Egypt will not permit any new foreign expeditions to begin excavations in southern Egypt for the coming decade in an attempt to preserve the monuments, the antiquities chief said on Wednesday.
Zahi Hawass, head of the Supreme Council of Antiquities, said concentration is instead needed at sites in the Nile Delta and in the desert.
"We say this for the sake of the monuments," Hawass told reporters. ``We are not going to please you [foreigners] and destroy the monuments.''
He said there are 300 foreign expeditions in the country.
"Those are scholars and re-spected ones, working in the field and who know the value of Egyptian monuments," he said. "But we also have amateurs, who can damage the monuments."
Most of the expeditions concentrate their work in the south of the country, where rich archaeological sites include the temples of Luxor and Karnak and the Valley of the Kings.
The ban on new expeditions is part of a series of measures taken by the council after a British expedition made headlines over the summer by claiming -- in a program aired on the US Discovery Channel -- to have identified the mummy of Queen Nefertiti.
Egyptian council officials were angry at the report, which they felt sidelined the council, and rejected the claims, saying the mummy was a man.
Hawass also said the British team violated a contract that obligates archaeologists to announce any discoveries through the council and not independently.
Amid his furious attack on Joan Fletcher, the head of the British team, Hawass said the archaeologist sent him a letter denying that she had said the mummy belongs to Nefertiti.
"Joan said she never said this is Nefertiti. She said that she just thought she was Nefertiti," he said. "I wonder how someone deceived the whole world, and now she is telling us she didn't."
Egypt has long lamented antiquities that have been taken out of Egypt, including the Nefertiti bust and the Rosetta Stone, which is on display in the British Museum. But Hawass said he could only ask for the return of antiquities taken after 1970, according to a UNESCO treaty of that year that does not apply retroactively.
"We have a catalog of all artifacts that were taken out illegally from Egypt after 1970," said Hawass, who leads a campaign for the return of stolen Egyptian artifacts. "We will not cooperate with the museum that doesn't return Egypt's antiquities."
Among the new rules adopted by the council, Hawass announced that all the excavation missions will receive training before starting working on the sites and that archaeologists must publish their discoveries in English and Arabic in the council's journal.
Archaeologists at the press conference also announced the discovery of part of a 3,200-year-old cuneiform tablet of diplomatic correspondence between the ancient Egyptian and Hittite kingdoms. The 5cm-by-5cm tablet, found by a German team working in Qantir, about 100km northeast of Cairo, is believed to be one of the few Hittite letters discovered in Egypt.
Edgar Pusch, head of the German team, said the text, sent from King Hattusili III to Egyptian Pharaoh Ramses II, is related to a peace treaty between the rival kingdoms, which fought a war from 1300 to 1200BC before agreeing to the first known peace treaty.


What to work on:
Each line of the entries below that holds "Airtime" is needed, copied in full.

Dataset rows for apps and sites
────────

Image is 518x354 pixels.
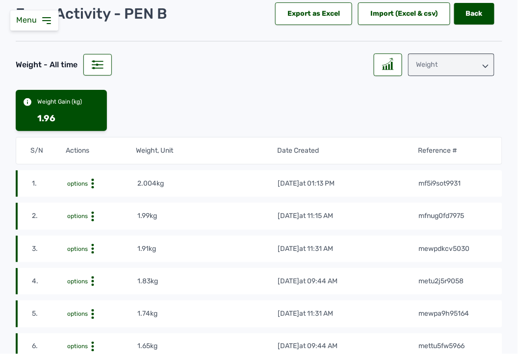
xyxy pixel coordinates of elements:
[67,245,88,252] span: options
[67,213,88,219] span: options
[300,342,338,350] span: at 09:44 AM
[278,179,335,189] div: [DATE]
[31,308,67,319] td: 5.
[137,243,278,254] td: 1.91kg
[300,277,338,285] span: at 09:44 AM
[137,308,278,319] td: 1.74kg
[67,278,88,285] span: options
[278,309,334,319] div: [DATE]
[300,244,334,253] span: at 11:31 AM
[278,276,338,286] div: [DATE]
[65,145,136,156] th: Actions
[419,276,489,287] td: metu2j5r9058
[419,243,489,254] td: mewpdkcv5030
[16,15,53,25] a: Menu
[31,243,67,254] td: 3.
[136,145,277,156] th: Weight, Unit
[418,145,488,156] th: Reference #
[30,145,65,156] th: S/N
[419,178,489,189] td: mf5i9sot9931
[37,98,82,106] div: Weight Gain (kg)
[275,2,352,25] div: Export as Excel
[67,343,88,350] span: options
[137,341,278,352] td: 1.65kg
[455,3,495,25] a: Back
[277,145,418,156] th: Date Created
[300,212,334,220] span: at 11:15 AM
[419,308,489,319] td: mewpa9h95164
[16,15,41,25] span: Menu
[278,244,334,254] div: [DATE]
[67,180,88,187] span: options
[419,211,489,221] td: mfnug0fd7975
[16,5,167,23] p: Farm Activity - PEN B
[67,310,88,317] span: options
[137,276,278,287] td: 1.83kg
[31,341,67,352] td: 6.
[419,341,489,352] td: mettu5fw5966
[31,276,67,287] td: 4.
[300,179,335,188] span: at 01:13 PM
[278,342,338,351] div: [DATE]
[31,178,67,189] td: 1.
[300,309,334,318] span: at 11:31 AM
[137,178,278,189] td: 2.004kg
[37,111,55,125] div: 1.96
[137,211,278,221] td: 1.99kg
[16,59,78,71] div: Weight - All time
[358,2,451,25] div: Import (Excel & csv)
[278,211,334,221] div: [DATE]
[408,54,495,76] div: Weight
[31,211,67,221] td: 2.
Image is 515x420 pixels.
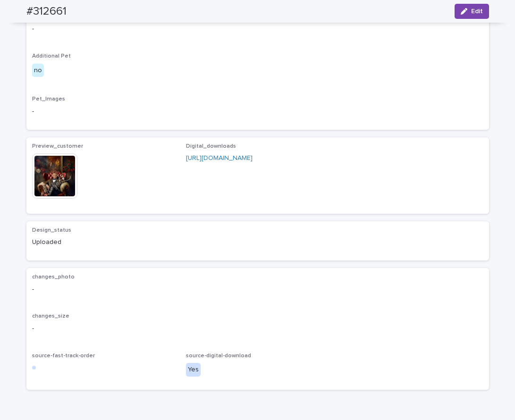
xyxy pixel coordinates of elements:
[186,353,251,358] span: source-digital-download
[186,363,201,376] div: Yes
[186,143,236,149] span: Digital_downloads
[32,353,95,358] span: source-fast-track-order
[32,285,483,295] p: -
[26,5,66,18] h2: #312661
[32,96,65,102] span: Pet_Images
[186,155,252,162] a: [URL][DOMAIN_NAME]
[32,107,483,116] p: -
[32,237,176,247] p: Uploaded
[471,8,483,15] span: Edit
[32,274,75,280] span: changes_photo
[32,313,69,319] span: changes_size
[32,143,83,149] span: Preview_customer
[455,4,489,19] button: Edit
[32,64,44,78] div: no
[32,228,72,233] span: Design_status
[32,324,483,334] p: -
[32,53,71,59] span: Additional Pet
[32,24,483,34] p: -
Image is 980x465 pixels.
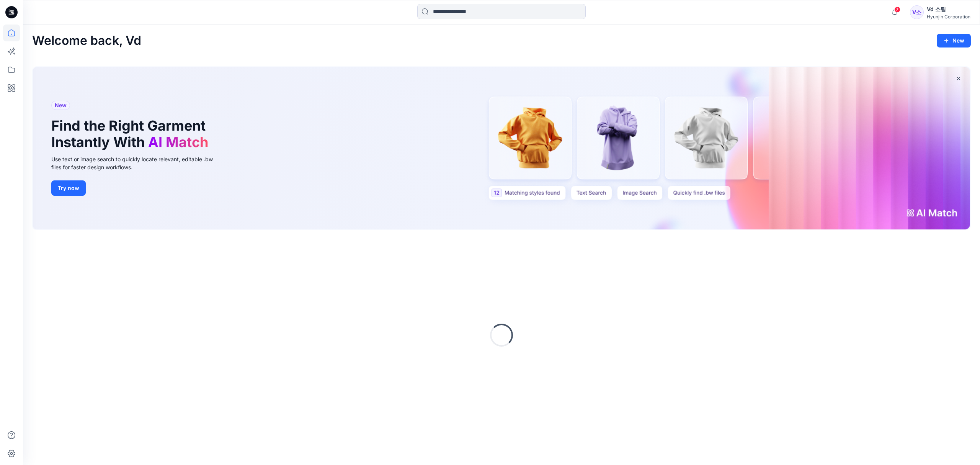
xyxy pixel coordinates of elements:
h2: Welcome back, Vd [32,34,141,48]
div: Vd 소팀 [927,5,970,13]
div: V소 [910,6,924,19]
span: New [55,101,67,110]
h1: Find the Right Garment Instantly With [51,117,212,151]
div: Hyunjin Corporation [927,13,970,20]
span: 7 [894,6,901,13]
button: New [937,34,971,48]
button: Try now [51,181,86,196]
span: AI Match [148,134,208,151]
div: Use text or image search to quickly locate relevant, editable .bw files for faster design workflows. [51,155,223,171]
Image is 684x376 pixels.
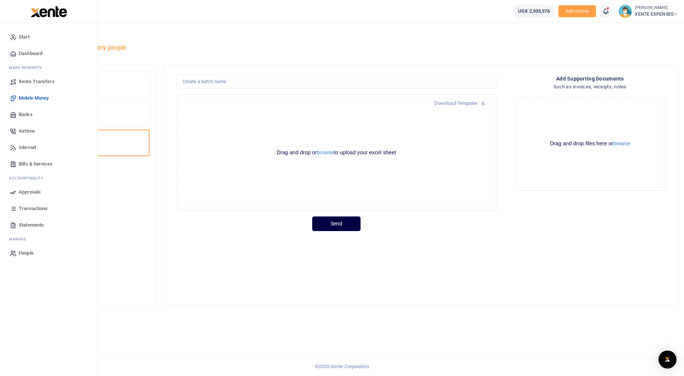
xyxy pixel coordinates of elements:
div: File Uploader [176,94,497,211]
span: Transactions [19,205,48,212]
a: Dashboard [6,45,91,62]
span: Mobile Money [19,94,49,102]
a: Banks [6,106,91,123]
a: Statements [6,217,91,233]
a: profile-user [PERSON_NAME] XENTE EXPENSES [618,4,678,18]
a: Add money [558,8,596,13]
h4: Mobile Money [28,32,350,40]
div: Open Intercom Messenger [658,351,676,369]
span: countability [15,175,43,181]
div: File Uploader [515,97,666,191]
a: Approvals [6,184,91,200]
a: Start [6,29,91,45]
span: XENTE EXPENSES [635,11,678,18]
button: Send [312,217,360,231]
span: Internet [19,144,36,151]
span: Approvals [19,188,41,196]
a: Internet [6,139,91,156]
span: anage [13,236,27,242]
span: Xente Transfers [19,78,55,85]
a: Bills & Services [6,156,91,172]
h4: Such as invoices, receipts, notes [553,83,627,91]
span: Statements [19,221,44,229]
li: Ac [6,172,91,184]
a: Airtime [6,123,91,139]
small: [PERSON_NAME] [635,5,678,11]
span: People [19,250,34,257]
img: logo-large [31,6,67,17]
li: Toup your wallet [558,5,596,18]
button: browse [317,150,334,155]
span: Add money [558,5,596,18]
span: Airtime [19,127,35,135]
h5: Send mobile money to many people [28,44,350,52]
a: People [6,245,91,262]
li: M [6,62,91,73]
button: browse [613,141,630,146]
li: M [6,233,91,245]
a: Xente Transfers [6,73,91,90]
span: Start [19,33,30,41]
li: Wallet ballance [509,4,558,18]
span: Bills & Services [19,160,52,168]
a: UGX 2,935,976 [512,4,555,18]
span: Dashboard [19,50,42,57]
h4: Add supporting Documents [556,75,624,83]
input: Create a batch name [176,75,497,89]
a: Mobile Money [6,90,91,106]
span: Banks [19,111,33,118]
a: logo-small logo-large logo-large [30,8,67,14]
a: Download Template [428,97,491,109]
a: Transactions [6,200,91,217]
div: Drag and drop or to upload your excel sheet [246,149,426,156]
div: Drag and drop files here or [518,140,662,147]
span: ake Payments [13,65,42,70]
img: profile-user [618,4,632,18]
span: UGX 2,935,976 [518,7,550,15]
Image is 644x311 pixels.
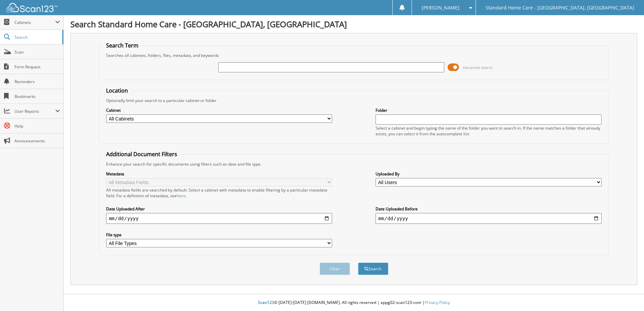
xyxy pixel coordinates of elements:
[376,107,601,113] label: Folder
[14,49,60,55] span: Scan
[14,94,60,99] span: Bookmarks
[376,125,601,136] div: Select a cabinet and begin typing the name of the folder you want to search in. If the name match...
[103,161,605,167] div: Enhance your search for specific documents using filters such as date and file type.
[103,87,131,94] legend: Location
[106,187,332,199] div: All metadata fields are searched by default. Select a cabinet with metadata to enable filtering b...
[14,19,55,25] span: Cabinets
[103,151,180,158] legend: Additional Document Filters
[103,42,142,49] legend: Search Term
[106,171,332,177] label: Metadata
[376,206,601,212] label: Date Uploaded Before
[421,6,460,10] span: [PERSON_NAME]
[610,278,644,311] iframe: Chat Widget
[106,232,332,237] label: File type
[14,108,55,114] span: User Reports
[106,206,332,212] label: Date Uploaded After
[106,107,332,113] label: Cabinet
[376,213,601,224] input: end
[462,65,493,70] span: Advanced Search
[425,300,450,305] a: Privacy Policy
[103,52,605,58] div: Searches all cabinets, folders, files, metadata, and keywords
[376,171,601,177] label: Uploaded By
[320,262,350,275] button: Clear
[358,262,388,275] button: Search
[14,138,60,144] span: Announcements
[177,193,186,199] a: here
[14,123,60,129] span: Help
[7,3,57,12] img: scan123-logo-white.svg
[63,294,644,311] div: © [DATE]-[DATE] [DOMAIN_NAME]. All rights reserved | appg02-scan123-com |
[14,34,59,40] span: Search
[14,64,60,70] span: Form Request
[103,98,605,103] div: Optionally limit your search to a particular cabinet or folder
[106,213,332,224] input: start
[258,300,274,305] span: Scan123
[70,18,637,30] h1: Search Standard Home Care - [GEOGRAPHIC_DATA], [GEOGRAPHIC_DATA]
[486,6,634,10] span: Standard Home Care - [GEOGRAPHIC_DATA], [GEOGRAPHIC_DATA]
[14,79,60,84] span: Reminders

────────

Task result:
a: Airtime [6,123,91,139]
span: Airtime [19,127,35,135]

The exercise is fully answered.